For months past he had postponed a thorough survey of his liabilities, with the shallowness of his character, preferring to ignore the worst. Even now, when he found himself hopelessly involved in debt, he could raise no better reason for it than his own "chronic ill-luck!"

With this phrase he stifled his conscience. Where another man would have realized the necessity for immediate action, he sat there numbed, half unbelieving, a martyr in his own opinion.

He felt no spur toward work as a means to solve the enigma. He could only look back and vent his anger on those concerned in his career who had failed at length to come forward to the assistance of a wastrel.

He cursed his father, his hand clenched, his green eyes full of spite.

He could see him now, still erect despite the heavy burden of years, at that final painful interview, when heart-sore at his son's extravagance he had flatly refused further help.

He allowed Stephen two hundred a year, in addition to the eighty pounds his mother had left him, annually, considering this a fair arrangement, and had told him crudely to "go and work!"

But work was the last thing Stephen sought. He had had the misfortune when barely twenty to meet a rich widow, double his age, who had taken a fancy to the boy.

She had made him a home in her pleasant house, petted and fed him much in the fashion she would have treated a favourite spaniel, but secretly amused by his pretensions.

With his sentimental, greenish eyes under their long, fair lashes, his clear complexion and pointed chin he had seemed not unlike a pretty girl.

He suited her purpose very well, not important enough to cause scandal, and this rich and somewhat lonely woman had paid gladly for his companionship.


*WORK REQUIRED*
Please give the records below again in full, exactly, with the images left out.

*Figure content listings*
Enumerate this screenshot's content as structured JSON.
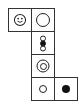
{
  "diagram": {
    "type": "cube-net",
    "cells": [
      {
        "row": 0,
        "col": 0,
        "symbol": "smiley-face"
      },
      {
        "row": 0,
        "col": 1,
        "symbol": "large-hollow-circle"
      },
      {
        "row": 1,
        "col": 1,
        "symbol": "vertical-three-circles-middle-filled"
      },
      {
        "row": 2,
        "col": 1,
        "symbol": "concentric-circles"
      },
      {
        "row": 3,
        "col": 1,
        "symbol": "small-hollow-circle"
      },
      {
        "row": 3,
        "col": 2,
        "symbol": "filled-dot"
      }
    ],
    "colors": {
      "stroke": "#222222",
      "fill": "#111111",
      "background": "#ffffff"
    }
  }
}
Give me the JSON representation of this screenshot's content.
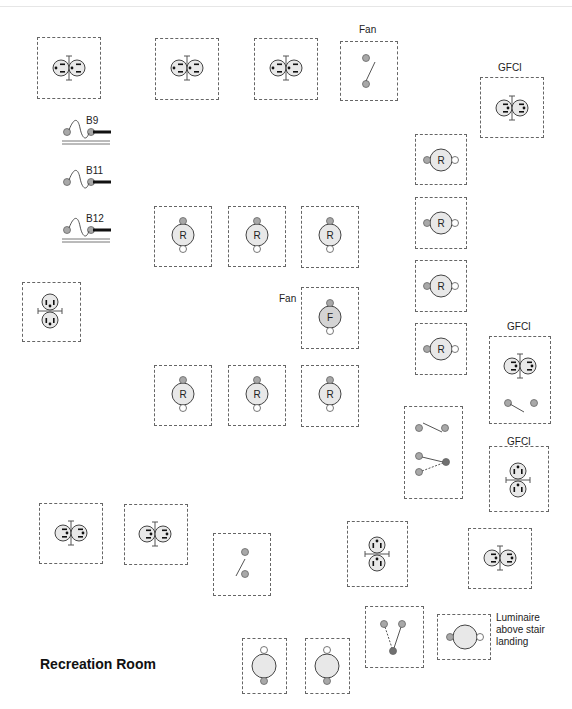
{
  "title": "Recreation Room",
  "colors": {
    "box_border": "#666666",
    "device_fill": "#e8e8e8",
    "terminal_fill": "#a8a8a8",
    "terminal_dark": "#707070",
    "line": "#555555"
  },
  "labels": [
    {
      "id": "fan-label-top",
      "text": "Fan",
      "x": 359,
      "y": 24
    },
    {
      "id": "gfci-label-1",
      "text": "GFCI",
      "x": 498,
      "y": 62
    },
    {
      "id": "fan-label-mid",
      "text": "Fan",
      "x": 279,
      "y": 293
    },
    {
      "id": "gfci-label-2",
      "text": "GFCI",
      "x": 507,
      "y": 321
    },
    {
      "id": "gfci-label-3",
      "text": "GFCI",
      "x": 507,
      "y": 436
    },
    {
      "id": "luminaire-label",
      "text": "Luminaire\nabove stair\nlanding",
      "x": 496,
      "y": 612
    }
  ],
  "circuits": [
    {
      "id": "B9",
      "label": "B9",
      "x": 62,
      "y": 120,
      "double_line": true
    },
    {
      "id": "B11",
      "label": "B11",
      "x": 62,
      "y": 170,
      "double_line": false
    },
    {
      "id": "B12",
      "label": "B12",
      "x": 62,
      "y": 218,
      "double_line": true
    }
  ],
  "devices": [
    {
      "id": "duplex-1",
      "type": "duplex-h",
      "box": [
        37,
        37,
        64,
        62
      ],
      "cx": 69,
      "cy": 68
    },
    {
      "id": "duplex-2",
      "type": "duplex-h",
      "box": [
        155,
        38,
        64,
        62
      ],
      "cx": 187,
      "cy": 68
    },
    {
      "id": "duplex-3",
      "type": "duplex-h",
      "box": [
        254,
        38,
        64,
        62
      ],
      "cx": 286,
      "cy": 68
    },
    {
      "id": "fan-switch",
      "type": "switch-single",
      "box": [
        340,
        41,
        58,
        60
      ],
      "cx": 369,
      "cy": 71
    },
    {
      "id": "gfci-duplex-1",
      "type": "duplex-h-rev",
      "box": [
        480,
        77,
        64,
        61
      ],
      "cx": 512,
      "cy": 108
    },
    {
      "id": "recessed-r1",
      "type": "recessed-h",
      "box": [
        415,
        134,
        52,
        51
      ],
      "cx": 441,
      "cy": 160,
      "text": "R"
    },
    {
      "id": "recessed-r2",
      "type": "recessed-h",
      "box": [
        415,
        197,
        52,
        52
      ],
      "cx": 441,
      "cy": 223,
      "text": "R"
    },
    {
      "id": "recessed-r3",
      "type": "recessed-h",
      "box": [
        415,
        260,
        52,
        52
      ],
      "cx": 441,
      "cy": 286,
      "text": "R"
    },
    {
      "id": "recessed-r4",
      "type": "recessed-h",
      "box": [
        415,
        323,
        52,
        52
      ],
      "cx": 441,
      "cy": 349,
      "text": "R"
    },
    {
      "id": "recessed-c1",
      "type": "recessed-v",
      "box": [
        154,
        206,
        58,
        61
      ],
      "cx": 183,
      "cy": 235,
      "text": "R"
    },
    {
      "id": "recessed-c2",
      "type": "recessed-v",
      "box": [
        228,
        206,
        58,
        61
      ],
      "cx": 257,
      "cy": 235,
      "text": "R"
    },
    {
      "id": "recessed-c3",
      "type": "recessed-v",
      "box": [
        301,
        206,
        58,
        62
      ],
      "cx": 330,
      "cy": 235,
      "text": "R"
    },
    {
      "id": "ceiling-fan",
      "type": "fan",
      "box": [
        301,
        287,
        58,
        62
      ],
      "cx": 330,
      "cy": 317,
      "text": "F"
    },
    {
      "id": "duplex-vertical-left",
      "type": "duplex-v",
      "box": [
        22,
        282,
        59,
        60
      ],
      "cx": 50,
      "cy": 311
    },
    {
      "id": "recessed-c4",
      "type": "recessed-v",
      "box": [
        154,
        365,
        58,
        61
      ],
      "cx": 183,
      "cy": 394,
      "text": "R"
    },
    {
      "id": "recessed-c5",
      "type": "recessed-v",
      "box": [
        228,
        365,
        58,
        61
      ],
      "cx": 257,
      "cy": 394,
      "text": "R"
    },
    {
      "id": "recessed-c6",
      "type": "recessed-v",
      "box": [
        301,
        365,
        58,
        62
      ],
      "cx": 330,
      "cy": 394,
      "text": "R"
    },
    {
      "id": "gfci-combo",
      "type": "gfci-combo",
      "box": [
        489,
        336,
        62,
        88
      ],
      "cx": 520,
      "cy": 366
    },
    {
      "id": "switch-bank",
      "type": "switch-bank",
      "box": [
        404,
        406,
        59,
        93
      ],
      "cx": 433,
      "cy": 452
    },
    {
      "id": "gfci-duplex-vertical",
      "type": "duplex-v-dot",
      "box": [
        489,
        446,
        60,
        66
      ],
      "cx": 518,
      "cy": 480
    },
    {
      "id": "duplex-4",
      "type": "duplex-h-rev",
      "box": [
        39,
        503,
        64,
        61
      ],
      "cx": 71,
      "cy": 533
    },
    {
      "id": "duplex-5",
      "type": "duplex-h-rev",
      "box": [
        124,
        504,
        64,
        61
      ],
      "cx": 155,
      "cy": 534
    },
    {
      "id": "stair-switch",
      "type": "switch-single-low",
      "box": [
        213,
        533,
        58,
        63
      ],
      "cx": 242,
      "cy": 563
    },
    {
      "id": "duplex-vertical-mid",
      "type": "duplex-v-dot",
      "box": [
        347,
        521,
        61,
        66
      ],
      "cx": 377,
      "cy": 554
    },
    {
      "id": "duplex-6",
      "type": "duplex-h-rev",
      "box": [
        468,
        528,
        64,
        61
      ],
      "cx": 500,
      "cy": 558
    },
    {
      "id": "threeway-switch",
      "type": "threeway",
      "box": [
        365,
        606,
        59,
        62
      ],
      "cx": 394,
      "cy": 636
    },
    {
      "id": "stair-luminaire",
      "type": "luminaire-h",
      "box": [
        437,
        614,
        54,
        46
      ],
      "cx": 464,
      "cy": 637
    },
    {
      "id": "luminaire-1",
      "type": "luminaire-v",
      "box": [
        242,
        638,
        45,
        56
      ],
      "cx": 264,
      "cy": 666
    },
    {
      "id": "luminaire-2",
      "type": "luminaire-v",
      "box": [
        305,
        638,
        45,
        56
      ],
      "cx": 327,
      "cy": 666
    }
  ]
}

*RESULT*
Enumerate this screenshot's content as structured JSON.
{
  "diagram": {
    "type": "cube-net",
    "cells": [
      {
        "row": 0,
        "col": 0,
        "symbol": "smiley-face"
      },
      {
        "row": 0,
        "col": 1,
        "symbol": "large-hollow-circle"
      },
      {
        "row": 1,
        "col": 1,
        "symbol": "vertical-three-circles-middle-filled"
      },
      {
        "row": 2,
        "col": 1,
        "symbol": "concentric-circles"
      },
      {
        "row": 3,
        "col": 1,
        "symbol": "small-hollow-circle"
      },
      {
        "row": 3,
        "col": 2,
        "symbol": "filled-dot"
      }
    ],
    "colors": {
      "stroke": "#222222",
      "fill": "#111111",
      "background": "#ffffff"
    }
  }
}
Give me the JSON representation of this screenshot's content.
{
  "title": "Recreation Room",
  "colors": {
    "box_border": "#666666",
    "device_fill": "#e8e8e8",
    "terminal_fill": "#a8a8a8",
    "terminal_dark": "#707070",
    "line": "#555555"
  },
  "labels": [
    {
      "id": "fan-label-top",
      "text": "Fan",
      "x": 359,
      "y": 24
    },
    {
      "id": "gfci-label-1",
      "text": "GFCI",
      "x": 498,
      "y": 62
    },
    {
      "id": "fan-label-mid",
      "text": "Fan",
      "x": 279,
      "y": 293
    },
    {
      "id": "gfci-label-2",
      "text": "GFCI",
      "x": 507,
      "y": 321
    },
    {
      "id": "gfci-label-3",
      "text": "GFCI",
      "x": 507,
      "y": 436
    },
    {
      "id": "luminaire-label",
      "text": "Luminaire\nabove stair\nlanding",
      "x": 496,
      "y": 612
    }
  ],
  "circuits": [
    {
      "id": "B9",
      "label": "B9",
      "x": 62,
      "y": 120,
      "double_line": true
    },
    {
      "id": "B11",
      "label": "B11",
      "x": 62,
      "y": 170,
      "double_line": false
    },
    {
      "id": "B12",
      "label": "B12",
      "x": 62,
      "y": 218,
      "double_line": true
    }
  ],
  "devices": [
    {
      "id": "duplex-1",
      "type": "duplex-h",
      "box": [
        37,
        37,
        64,
        62
      ],
      "cx": 69,
      "cy": 68
    },
    {
      "id": "duplex-2",
      "type": "duplex-h",
      "box": [
        155,
        38,
        64,
        62
      ],
      "cx": 187,
      "cy": 68
    },
    {
      "id": "duplex-3",
      "type": "duplex-h",
      "box": [
        254,
        38,
        64,
        62
      ],
      "cx": 286,
      "cy": 68
    },
    {
      "id": "fan-switch",
      "type": "switch-single",
      "box": [
        340,
        41,
        58,
        60
      ],
      "cx": 369,
      "cy": 71
    },
    {
      "id": "gfci-duplex-1",
      "type": "duplex-h-rev",
      "box": [
        480,
        77,
        64,
        61
      ],
      "cx": 512,
      "cy": 108
    },
    {
      "id": "recessed-r1",
      "type": "recessed-h",
      "box": [
        415,
        134,
        52,
        51
      ],
      "cx": 441,
      "cy": 160,
      "text": "R"
    },
    {
      "id": "recessed-r2",
      "type": "recessed-h",
      "box": [
        415,
        197,
        52,
        52
      ],
      "cx": 441,
      "cy": 223,
      "text": "R"
    },
    {
      "id": "recessed-r3",
      "type": "recessed-h",
      "box": [
        415,
        260,
        52,
        52
      ],
      "cx": 441,
      "cy": 286,
      "text": "R"
    },
    {
      "id": "recessed-r4",
      "type": "recessed-h",
      "box": [
        415,
        323,
        52,
        52
      ],
      "cx": 441,
      "cy": 349,
      "text": "R"
    },
    {
      "id": "recessed-c1",
      "type": "recessed-v",
      "box": [
        154,
        206,
        58,
        61
      ],
      "cx": 183,
      "cy": 235,
      "text": "R"
    },
    {
      "id": "recessed-c2",
      "type": "recessed-v",
      "box": [
        228,
        206,
        58,
        61
      ],
      "cx": 257,
      "cy": 235,
      "text": "R"
    },
    {
      "id": "recessed-c3",
      "type": "recessed-v",
      "box": [
        301,
        206,
        58,
        62
      ],
      "cx": 330,
      "cy": 235,
      "text": "R"
    },
    {
      "id": "ceiling-fan",
      "type": "fan",
      "box": [
        301,
        287,
        58,
        62
      ],
      "cx": 330,
      "cy": 317,
      "text": "F"
    },
    {
      "id": "duplex-vertical-left",
      "type": "duplex-v",
      "box": [
        22,
        282,
        59,
        60
      ],
      "cx": 50,
      "cy": 311
    },
    {
      "id": "recessed-c4",
      "type": "recessed-v",
      "box": [
        154,
        365,
        58,
        61
      ],
      "cx": 183,
      "cy": 394,
      "text": "R"
    },
    {
      "id": "recessed-c5",
      "type": "recessed-v",
      "box": [
        228,
        365,
        58,
        61
      ],
      "cx": 257,
      "cy": 394,
      "text": "R"
    },
    {
      "id": "recessed-c6",
      "type": "recessed-v",
      "box": [
        301,
        365,
        58,
        62
      ],
      "cx": 330,
      "cy": 394,
      "text": "R"
    },
    {
      "id": "gfci-combo",
      "type": "gfci-combo",
      "box": [
        489,
        336,
        62,
        88
      ],
      "cx": 520,
      "cy": 366
    },
    {
      "id": "switch-bank",
      "type": "switch-bank",
      "box": [
        404,
        406,
        59,
        93
      ],
      "cx": 433,
      "cy": 452
    },
    {
      "id": "gfci-duplex-vertical",
      "type": "duplex-v-dot",
      "box": [
        489,
        446,
        60,
        66
      ],
      "cx": 518,
      "cy": 480
    },
    {
      "id": "duplex-4",
      "type": "duplex-h-rev",
      "box": [
        39,
        503,
        64,
        61
      ],
      "cx": 71,
      "cy": 533
    },
    {
      "id": "duplex-5",
      "type": "duplex-h-rev",
      "box": [
        124,
        504,
        64,
        61
      ],
      "cx": 155,
      "cy": 534
    },
    {
      "id": "stair-switch",
      "type": "switch-single-low",
      "box": [
        213,
        533,
        58,
        63
      ],
      "cx": 242,
      "cy": 563
    },
    {
      "id": "duplex-vertical-mid",
      "type": "duplex-v-dot",
      "box": [
        347,
        521,
        61,
        66
      ],
      "cx": 377,
      "cy": 554
    },
    {
      "id": "duplex-6",
      "type": "duplex-h-rev",
      "box": [
        468,
        528,
        64,
        61
      ],
      "cx": 500,
      "cy": 558
    },
    {
      "id": "threeway-switch",
      "type": "threeway",
      "box": [
        365,
        606,
        59,
        62
      ],
      "cx": 394,
      "cy": 636
    },
    {
      "id": "stair-luminaire",
      "type": "luminaire-h",
      "box": [
        437,
        614,
        54,
        46
      ],
      "cx": 464,
      "cy": 637
    },
    {
      "id": "luminaire-1",
      "type": "luminaire-v",
      "box": [
        242,
        638,
        45,
        56
      ],
      "cx": 264,
      "cy": 666
    },
    {
      "id": "luminaire-2",
      "type": "luminaire-v",
      "box": [
        305,
        638,
        45,
        56
      ],
      "cx": 327,
      "cy": 666
    }
  ]
}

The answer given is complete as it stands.